We received the following picture from The Eagle’s Nest Camp Historical Foundation  in October 2011.  (letter from Albertson researcher Bill Kelly)

Our interests overlap in the Aten-Albertson reunions around the turn of the last century, especially the first two. These were held at the house Nicholas and Japie Aten Albertson built, at the top of a steep climb from Delaware, NJ.

The house was passed from Nicholas to his youngest son Henry, who like Nicholas raised a large family in it. After Henry's death in 1853, by some process of auction and buy-back it came to be owned by Henry's eldest son, William F. Albertson. William had married Maria Ribble. They had 4 daughters, 3 of whom are mentioned in Nicholas  Harris' letters - Mary Ellen, Sarah Elizabeth and Emma Frances Albertson. The 4th daughter lived with her cousin in Belvidere.

Another piece of Henry's property was bought back after the auction by William Albertson's brother in law, Matthias Cummins. He and his wife Sarah Albertson Cummins had 2 daughters, of which the younger, Ellen Cummins, survived to adulthood. She is mentioned in several of Nicholas Harris' letters. She lived "next door" to the Albertson House, maybe 1/8 mile away.

The Albertson House was the subject of an architectural study conducted by the WPA in 1937 at the behest of the Interior Department. The drawings are on line here.

After Mary Ellen died in late 1898 (news of her illness in the Harris letters is fascinating!) Sarah became the owner of the house, and all the land. In 1922, having no heirs, Sarah Albertson and Ellen Cummins donated 180 acres, both on the hill top and on the flat land below, all the way to the river, to the Episcopal Diocese of Newark, who operated a camp and conference center there until 1979. I first set eyes on the Albertson House in 1964, by which time it was in danger of collapse, having last been lived in in the 1930's. The church failed to make the necessary repairs, and by the 1970's the house had collapsed.

A bunch of us ex-campers and counsellors hiked up to the site this August. All that's left of the fabulous old house is a few sections of the foundation. There are a few bricks from the chimney lying around, and shards of window glass, but most everything has rotted and been buried by decades of vegetation. Very sad!

I'm attaching a photo of the house from an Eagle's Nest Camp brochure from the 1930's.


- [Your task]: Please repeat the data below exactly, with the pictures removed.

- [Data records]:
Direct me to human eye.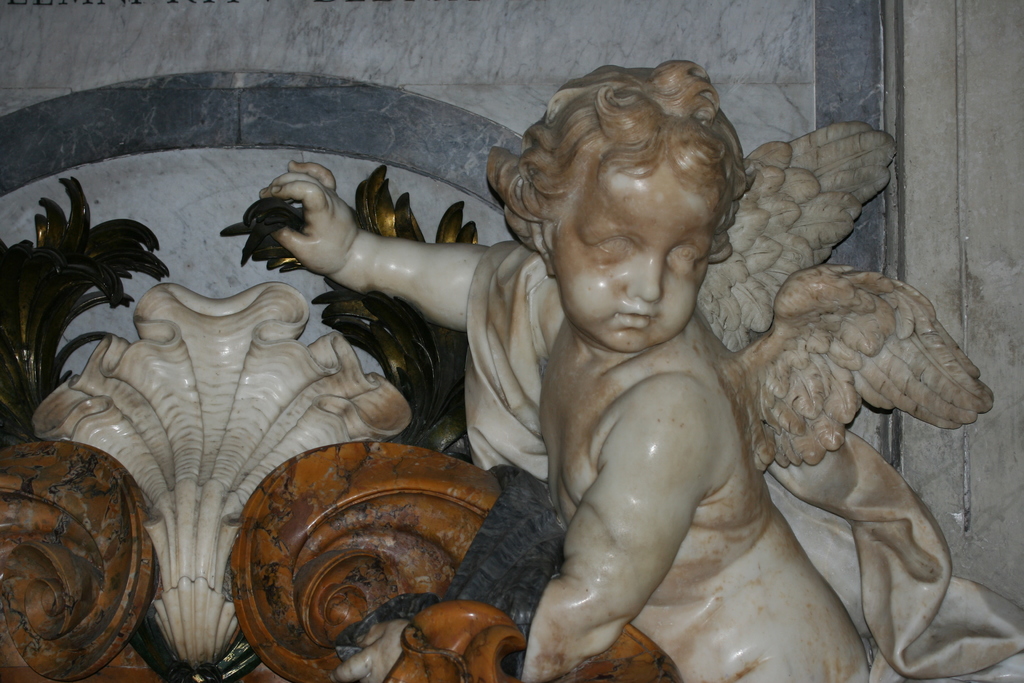
Direction: {"x1": 593, "y1": 235, "x2": 632, "y2": 259}.
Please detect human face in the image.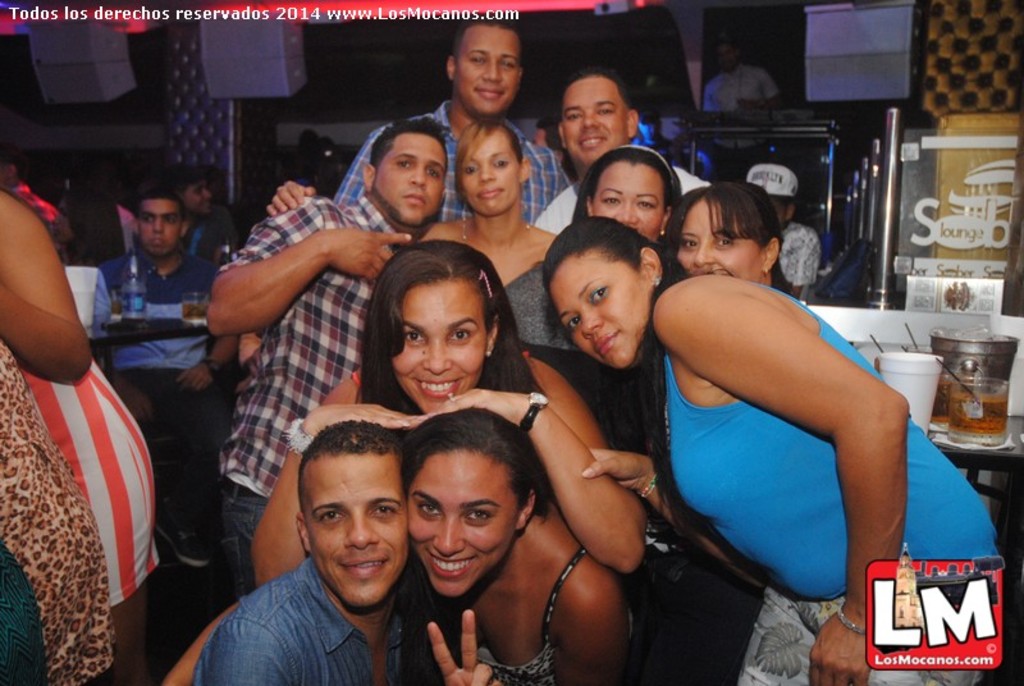
BBox(458, 122, 522, 214).
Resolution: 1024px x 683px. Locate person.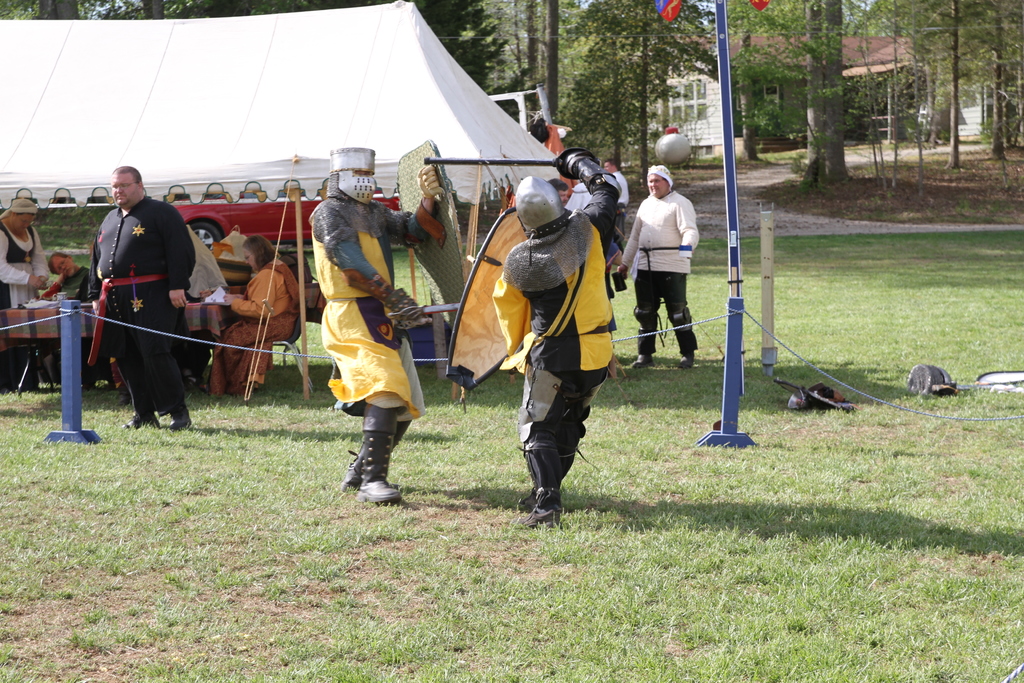
489 148 621 531.
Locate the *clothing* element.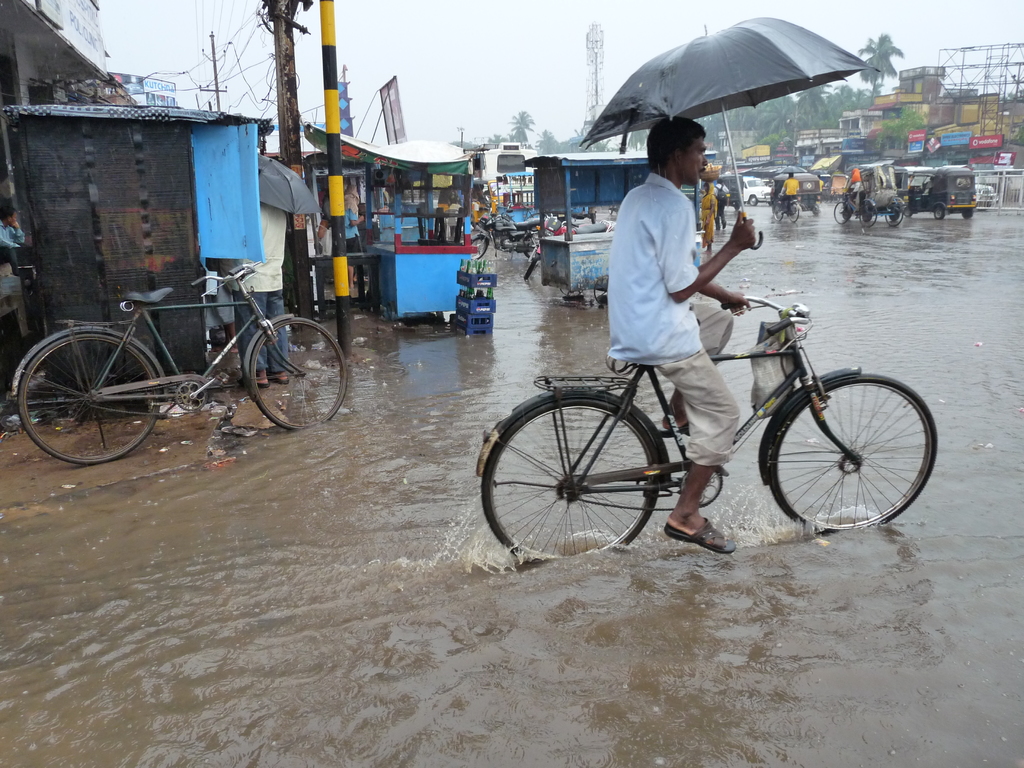
Element bbox: [left=217, top=203, right=289, bottom=375].
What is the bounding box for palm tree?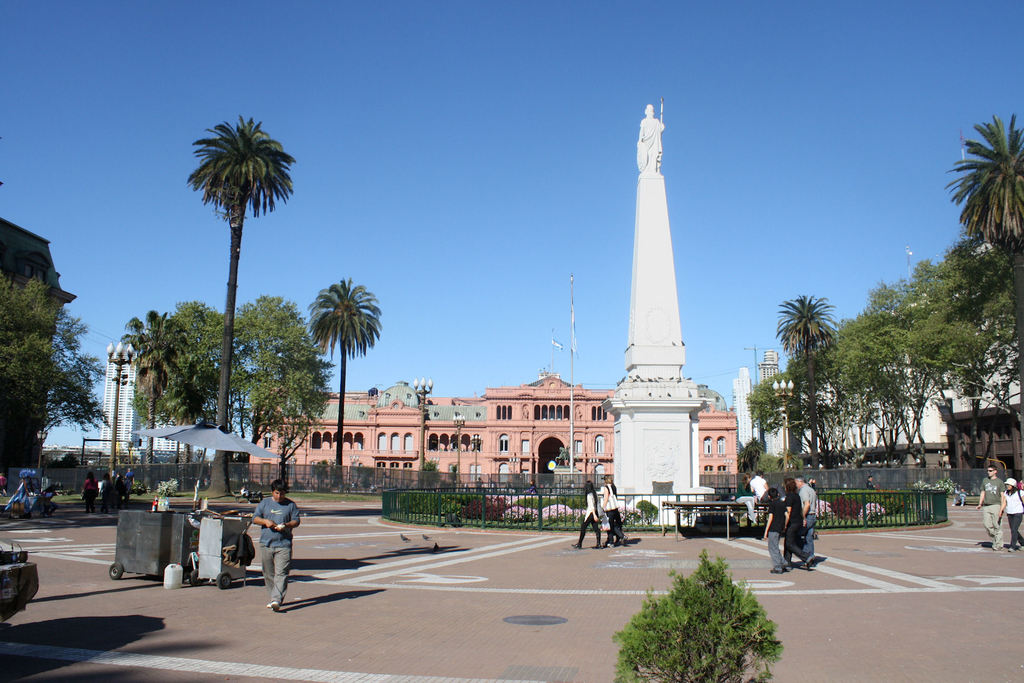
bbox=[767, 292, 851, 411].
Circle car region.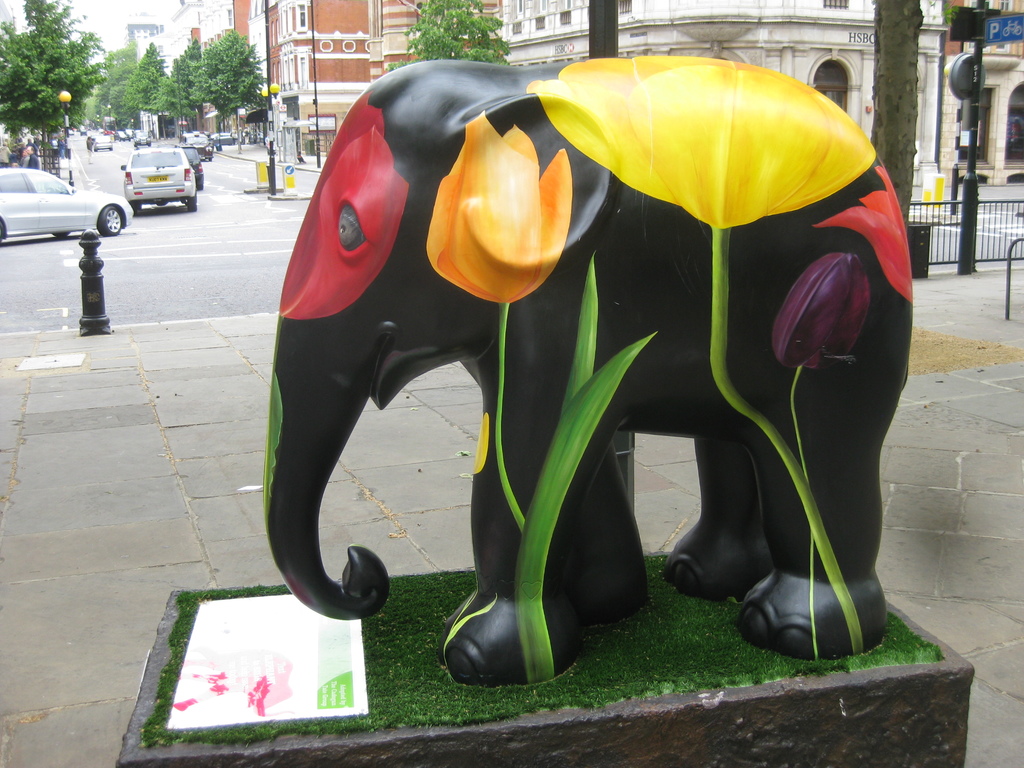
Region: 207,132,239,146.
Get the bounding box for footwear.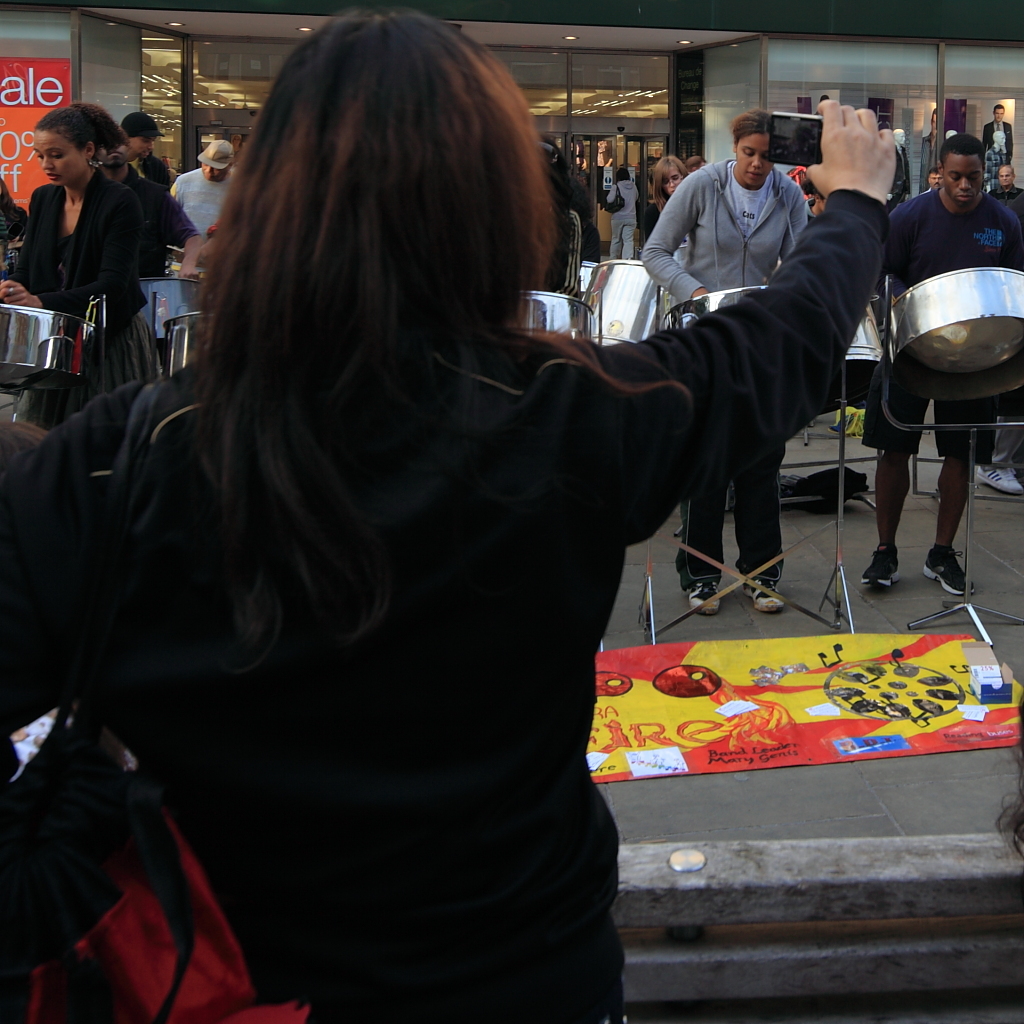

- [Output for this task]:
Direct me to human eye.
Direction: {"x1": 593, "y1": 235, "x2": 632, "y2": 259}.
Please detect human face in the image.
BBox(458, 122, 522, 214).
Resolution: 1024px x 683px. Locate person.
489 148 621 531.
Locate the *clothing* element.
Element bbox: [left=217, top=203, right=289, bottom=375].
What is the bounding box for palm tree?
bbox=[767, 292, 851, 411].
Circle car region.
Region: 207,132,239,146.
Get the bounding box for footwear.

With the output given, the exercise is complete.